Congress is off for most of the month, praise the Lord, so we get a chance to catch up on our progress on several fronts.
It probably won't surprise you to learn that the State Department's Inspector General will investigate possible ethics violations concerning the most recent draft of State's environmental impact report on the Keystone XL pipeline, but the Inspector General has also frowned upon the last report, so this could all be theatre. I'd prefer to believe the best of people, even politicians, but still, the Sierra Club still helps you tell Secretary Kerry to make State's environmental impact report reflect sound science, not oil industry biases.
H.R. 1010/S. 460, the Fair Minimum Wage Act of 2013, has 143 House sponsors and 31 Senate sponsors, but remains stuck in committee in both houses -- in the House, actually, it's stuck in subcommittee. You'd think Congress would recognize a good idea supported by over two-thirds of the American public as a sure winner, but this is Congress we're talking about. Never mind calling the House Subcommittee on Workforce Protections -- John Boehner's number is 202.225.6205. You can find Senate Health, Education, Labor, and Pension Committee members here, or you can take more action at Ralph Nader's new website here.
Tier 3 tailpipe emissions, as you know, enjoy support from both environmentalists and automobile manufacturing corporations -- but not big oil, no, sir. Think big oil gets all us-against-the-world like pro sports teams do? If so, they're just another group of millionaires who waste their time cultivating a false sense of oppression. Gina McCarthy has been EPA Administrator for about seven minutes now, so the Union of Concerned Scientists helps you tell Ms. McCarthy to set the strongest tailpipe standards available, so we get less asthma and less cancer and suchlike. I do not believe you'd be double-commenting if you use this tool and if you've already submitted a public comment.
On the fracking front, the Bureau of Land Management still thinks allowing gas drillers to frack all over public lands while telling us little about the chemicals they're pumping into our water is a swell idea. After all, some corporation's "trade secrets" are so, so much more important than the possibility that you're ingesting poisonous crap. (End sarcasm.) The public comment period ends on August 23rd, so if you've missed previous opportunities to give the BLM what-for about their dumb rules, Breast Cancer Action still helps you do that.

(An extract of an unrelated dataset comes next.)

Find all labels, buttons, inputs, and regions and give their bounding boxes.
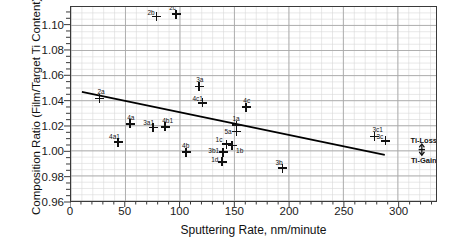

Finally, hard to believe, but the USDA is still mulling whether to let chicken processing corporations do most of their own inspecting, and leave a mere one federal inspector per plant to look at almost 200 birds a minute and hope they spot the feces and blood and pus that would make a contaminated chicken a bad meal at the dinner table. Privatization -- it always works, except when it doesn't work, which is always. It gets better: one way the USDA plan would "make up for" the lack of chicken inspectors is to allow corporations to spray their chickens with more dangerous chemicals. It sounds like a Bush Mobb plan, except Tha Bush Mobb's USDA actually functioned better than this. One is tempted to ask why USDA Secretary Tom Vilsack couldn't be burned out by Cabinet work like Hillary Clinton was at State, and one is tempted to answer that winding down two wars slowly enough for all the corporate mercenaries to get their cut is harder work than just rubber-stamping whatever big agricultural corporations tell you. Anyway, the fact that they're still taking comments on this plan tells me they're still not getting enough comments from people who are perfectly happy to get salmonella if it means some CEO gets to gild his plumbing, so Food and Water Watch helps you tell the USDA to drop this dumb chicken inspection privatization plan already.